The complexity of large population multi-agent competitive and cooperative stochastic dynamic systems such as occur in as communication, environmental, and alternative energy systems make centralized control infeasible and classical game theoretic solutions intractable. To confront these problems, and inspired by statistical mechanics, \epsilon-Nash Mean Field stochastic control (aka Nash Certainty Equivalence (NCE) control) was developed in the work of M.Y. Huang, R.Malhame’ and the speaker (2003, 2006, 2007) and independently in that of J. M. Lasry and P.L. Lions (2006, 2007) .
The central idea is that in large population stochastic dynamic games individual agent feedback strategies exist which collectively yield a Nash equilibrium with respect to the counter-intuitively pre-computable behaviour of the mass of the other agents.
The Mean Field Game (MFG) equations consist of a family of (i) Hamilton-Jacobi-Bellman equations which give the Nash value of the game and the best response strategy for each agent, together with (ii) a corresponding family of McKean-Vlasov (MV) Fokker-Planck–Kolomogorov (FPK) equations which generate the probability distribution of the states of the population (i.e. the mean field).
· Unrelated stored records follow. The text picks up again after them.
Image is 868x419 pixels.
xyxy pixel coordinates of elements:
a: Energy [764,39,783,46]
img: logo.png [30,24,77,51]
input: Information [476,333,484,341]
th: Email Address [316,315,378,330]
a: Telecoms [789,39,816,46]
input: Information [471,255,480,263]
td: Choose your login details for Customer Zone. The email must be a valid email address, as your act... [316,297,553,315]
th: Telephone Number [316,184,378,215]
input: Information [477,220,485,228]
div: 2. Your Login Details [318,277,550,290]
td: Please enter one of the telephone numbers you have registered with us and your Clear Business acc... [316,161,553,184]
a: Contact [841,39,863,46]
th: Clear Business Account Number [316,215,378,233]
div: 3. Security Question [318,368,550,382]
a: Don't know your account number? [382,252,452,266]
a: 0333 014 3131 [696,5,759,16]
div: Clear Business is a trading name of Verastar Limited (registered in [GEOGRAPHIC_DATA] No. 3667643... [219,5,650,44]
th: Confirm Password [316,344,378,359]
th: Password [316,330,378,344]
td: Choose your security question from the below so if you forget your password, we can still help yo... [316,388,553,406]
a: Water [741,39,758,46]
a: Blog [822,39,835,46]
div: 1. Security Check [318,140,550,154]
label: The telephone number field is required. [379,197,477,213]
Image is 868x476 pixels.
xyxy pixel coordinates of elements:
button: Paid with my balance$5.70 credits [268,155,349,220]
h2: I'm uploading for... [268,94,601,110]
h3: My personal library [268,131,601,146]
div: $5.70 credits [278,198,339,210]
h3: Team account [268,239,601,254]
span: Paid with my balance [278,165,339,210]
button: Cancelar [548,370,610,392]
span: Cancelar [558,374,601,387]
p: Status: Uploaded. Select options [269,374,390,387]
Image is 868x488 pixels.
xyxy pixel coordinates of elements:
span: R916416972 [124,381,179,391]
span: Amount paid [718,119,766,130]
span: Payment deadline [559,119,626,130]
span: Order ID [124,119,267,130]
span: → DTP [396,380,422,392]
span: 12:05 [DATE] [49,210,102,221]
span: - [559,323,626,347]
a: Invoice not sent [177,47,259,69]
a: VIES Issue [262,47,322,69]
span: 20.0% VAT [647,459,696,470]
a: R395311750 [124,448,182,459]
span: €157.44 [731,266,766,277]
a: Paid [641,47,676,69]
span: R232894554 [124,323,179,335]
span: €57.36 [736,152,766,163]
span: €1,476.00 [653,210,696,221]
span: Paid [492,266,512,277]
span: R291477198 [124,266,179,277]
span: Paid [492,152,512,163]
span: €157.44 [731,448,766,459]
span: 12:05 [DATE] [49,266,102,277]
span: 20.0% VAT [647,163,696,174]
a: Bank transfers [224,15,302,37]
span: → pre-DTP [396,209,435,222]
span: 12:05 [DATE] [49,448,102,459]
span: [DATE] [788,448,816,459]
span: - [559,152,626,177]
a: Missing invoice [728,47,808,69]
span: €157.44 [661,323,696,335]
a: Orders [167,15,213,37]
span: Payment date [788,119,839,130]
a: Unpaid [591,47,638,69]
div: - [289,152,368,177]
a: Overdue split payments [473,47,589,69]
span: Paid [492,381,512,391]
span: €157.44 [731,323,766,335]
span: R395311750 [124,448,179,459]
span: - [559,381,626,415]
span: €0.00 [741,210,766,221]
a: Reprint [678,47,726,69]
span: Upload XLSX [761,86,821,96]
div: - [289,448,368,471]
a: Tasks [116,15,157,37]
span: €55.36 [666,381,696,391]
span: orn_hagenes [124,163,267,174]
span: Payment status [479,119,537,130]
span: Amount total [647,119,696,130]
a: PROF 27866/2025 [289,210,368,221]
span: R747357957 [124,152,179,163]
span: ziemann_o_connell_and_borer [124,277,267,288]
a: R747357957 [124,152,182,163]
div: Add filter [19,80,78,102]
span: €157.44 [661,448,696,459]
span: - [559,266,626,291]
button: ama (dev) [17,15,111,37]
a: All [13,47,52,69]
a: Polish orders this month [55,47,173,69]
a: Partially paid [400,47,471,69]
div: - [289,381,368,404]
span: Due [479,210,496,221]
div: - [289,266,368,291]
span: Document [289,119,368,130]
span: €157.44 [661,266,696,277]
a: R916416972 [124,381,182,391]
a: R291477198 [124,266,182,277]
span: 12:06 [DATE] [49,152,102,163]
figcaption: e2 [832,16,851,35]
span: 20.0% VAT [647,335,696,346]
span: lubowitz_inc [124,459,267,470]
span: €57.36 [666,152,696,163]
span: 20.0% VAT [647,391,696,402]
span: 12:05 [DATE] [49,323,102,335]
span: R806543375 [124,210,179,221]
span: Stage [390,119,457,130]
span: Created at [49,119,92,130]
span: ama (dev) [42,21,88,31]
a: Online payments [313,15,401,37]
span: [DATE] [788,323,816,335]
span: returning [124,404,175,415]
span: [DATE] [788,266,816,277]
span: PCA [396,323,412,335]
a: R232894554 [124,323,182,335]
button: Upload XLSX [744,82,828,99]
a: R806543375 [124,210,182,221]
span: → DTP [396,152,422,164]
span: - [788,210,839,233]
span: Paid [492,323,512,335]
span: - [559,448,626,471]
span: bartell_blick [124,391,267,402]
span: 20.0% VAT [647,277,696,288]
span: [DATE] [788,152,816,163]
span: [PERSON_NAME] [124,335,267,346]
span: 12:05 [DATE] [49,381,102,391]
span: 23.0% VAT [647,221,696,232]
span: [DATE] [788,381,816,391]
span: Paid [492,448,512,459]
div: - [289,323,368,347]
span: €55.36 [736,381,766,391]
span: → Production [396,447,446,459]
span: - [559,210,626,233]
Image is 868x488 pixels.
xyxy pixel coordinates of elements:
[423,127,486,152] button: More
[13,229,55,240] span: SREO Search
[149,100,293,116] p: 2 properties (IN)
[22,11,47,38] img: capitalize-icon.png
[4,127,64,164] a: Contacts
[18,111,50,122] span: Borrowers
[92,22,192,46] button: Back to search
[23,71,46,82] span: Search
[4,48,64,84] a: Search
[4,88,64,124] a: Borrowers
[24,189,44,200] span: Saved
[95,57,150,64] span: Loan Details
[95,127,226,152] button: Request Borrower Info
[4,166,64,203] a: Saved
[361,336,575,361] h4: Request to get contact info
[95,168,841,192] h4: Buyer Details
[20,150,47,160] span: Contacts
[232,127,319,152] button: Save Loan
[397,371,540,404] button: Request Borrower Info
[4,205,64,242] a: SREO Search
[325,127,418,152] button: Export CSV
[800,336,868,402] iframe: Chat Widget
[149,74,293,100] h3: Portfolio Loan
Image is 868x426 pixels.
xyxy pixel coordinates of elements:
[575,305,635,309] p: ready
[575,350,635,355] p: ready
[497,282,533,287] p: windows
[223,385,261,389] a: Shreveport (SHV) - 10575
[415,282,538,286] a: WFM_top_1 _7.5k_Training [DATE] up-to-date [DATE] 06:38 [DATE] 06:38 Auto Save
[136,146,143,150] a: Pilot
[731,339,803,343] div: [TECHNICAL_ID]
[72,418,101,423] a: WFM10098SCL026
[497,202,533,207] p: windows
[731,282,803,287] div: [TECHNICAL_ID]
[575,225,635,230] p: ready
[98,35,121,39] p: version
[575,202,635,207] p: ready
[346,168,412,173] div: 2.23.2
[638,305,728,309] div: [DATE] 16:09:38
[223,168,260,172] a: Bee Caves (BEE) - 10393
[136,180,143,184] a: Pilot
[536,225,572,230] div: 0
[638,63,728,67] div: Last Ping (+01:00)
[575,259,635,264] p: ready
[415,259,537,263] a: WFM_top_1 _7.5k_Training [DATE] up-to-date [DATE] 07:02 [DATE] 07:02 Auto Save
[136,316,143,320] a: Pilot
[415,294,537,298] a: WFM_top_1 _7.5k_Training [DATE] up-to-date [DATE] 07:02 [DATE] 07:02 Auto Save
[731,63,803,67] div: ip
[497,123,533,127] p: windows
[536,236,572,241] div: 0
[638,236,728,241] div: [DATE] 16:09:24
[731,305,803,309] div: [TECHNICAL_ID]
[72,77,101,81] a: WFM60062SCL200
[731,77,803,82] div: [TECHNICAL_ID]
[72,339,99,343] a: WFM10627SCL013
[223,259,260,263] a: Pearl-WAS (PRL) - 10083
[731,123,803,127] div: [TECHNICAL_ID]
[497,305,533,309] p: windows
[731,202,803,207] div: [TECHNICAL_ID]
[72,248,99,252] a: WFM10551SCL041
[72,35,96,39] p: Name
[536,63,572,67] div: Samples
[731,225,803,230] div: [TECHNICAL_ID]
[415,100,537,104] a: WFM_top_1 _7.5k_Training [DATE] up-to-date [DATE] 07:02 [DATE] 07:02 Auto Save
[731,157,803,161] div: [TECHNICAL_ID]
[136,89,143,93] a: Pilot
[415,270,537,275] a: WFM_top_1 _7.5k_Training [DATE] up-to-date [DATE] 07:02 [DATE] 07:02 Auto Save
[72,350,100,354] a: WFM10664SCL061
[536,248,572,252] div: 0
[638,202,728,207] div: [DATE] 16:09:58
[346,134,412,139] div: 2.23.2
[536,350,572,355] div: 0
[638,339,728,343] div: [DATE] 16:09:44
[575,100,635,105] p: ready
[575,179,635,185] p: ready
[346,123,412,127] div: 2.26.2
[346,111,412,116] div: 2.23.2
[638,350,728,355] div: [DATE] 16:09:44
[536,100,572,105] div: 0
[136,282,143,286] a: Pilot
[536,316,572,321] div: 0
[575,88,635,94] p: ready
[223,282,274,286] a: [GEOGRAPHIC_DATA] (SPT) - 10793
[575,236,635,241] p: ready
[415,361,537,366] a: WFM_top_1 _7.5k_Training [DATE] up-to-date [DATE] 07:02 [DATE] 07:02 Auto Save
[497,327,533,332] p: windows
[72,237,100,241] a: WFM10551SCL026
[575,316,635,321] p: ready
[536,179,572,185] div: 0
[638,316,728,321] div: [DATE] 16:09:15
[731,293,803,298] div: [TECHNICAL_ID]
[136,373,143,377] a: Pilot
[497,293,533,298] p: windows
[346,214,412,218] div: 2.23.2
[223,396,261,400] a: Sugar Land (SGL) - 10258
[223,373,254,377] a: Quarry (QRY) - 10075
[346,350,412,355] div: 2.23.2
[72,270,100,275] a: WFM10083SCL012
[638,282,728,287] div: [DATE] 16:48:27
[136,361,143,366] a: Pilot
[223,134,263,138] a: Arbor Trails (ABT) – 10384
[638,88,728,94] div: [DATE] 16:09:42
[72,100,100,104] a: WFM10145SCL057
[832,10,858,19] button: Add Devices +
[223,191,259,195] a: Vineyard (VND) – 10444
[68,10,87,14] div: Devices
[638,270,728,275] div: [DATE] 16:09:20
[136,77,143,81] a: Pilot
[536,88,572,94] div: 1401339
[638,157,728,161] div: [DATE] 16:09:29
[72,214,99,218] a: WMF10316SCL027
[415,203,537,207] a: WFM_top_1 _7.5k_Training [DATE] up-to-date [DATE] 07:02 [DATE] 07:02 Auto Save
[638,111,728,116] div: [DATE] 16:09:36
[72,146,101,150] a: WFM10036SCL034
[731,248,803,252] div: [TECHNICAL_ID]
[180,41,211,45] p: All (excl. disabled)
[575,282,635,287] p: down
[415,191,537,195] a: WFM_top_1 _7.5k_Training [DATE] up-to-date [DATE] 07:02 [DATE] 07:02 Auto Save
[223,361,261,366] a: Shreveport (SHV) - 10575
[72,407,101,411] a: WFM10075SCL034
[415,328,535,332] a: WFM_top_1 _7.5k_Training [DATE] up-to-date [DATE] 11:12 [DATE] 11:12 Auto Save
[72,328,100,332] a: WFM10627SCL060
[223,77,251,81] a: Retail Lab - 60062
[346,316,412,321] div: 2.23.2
A distinctive feature of the mixed agent system MFG theory (introduced by M. Huang in the LQG case (2010) ), where there are Major (non-asymptotically negligible) and Minor agents, is that the presence of the major agent causes the system’s mean field to become stochastic. Consequently, when Minor agents have only partial (i.e. noisy) observations on the Major agent, Minor agents must recursively estimate both the Major agent’s state and the system’s mean field. Results for this situation in the LQG case will be presented in this talk.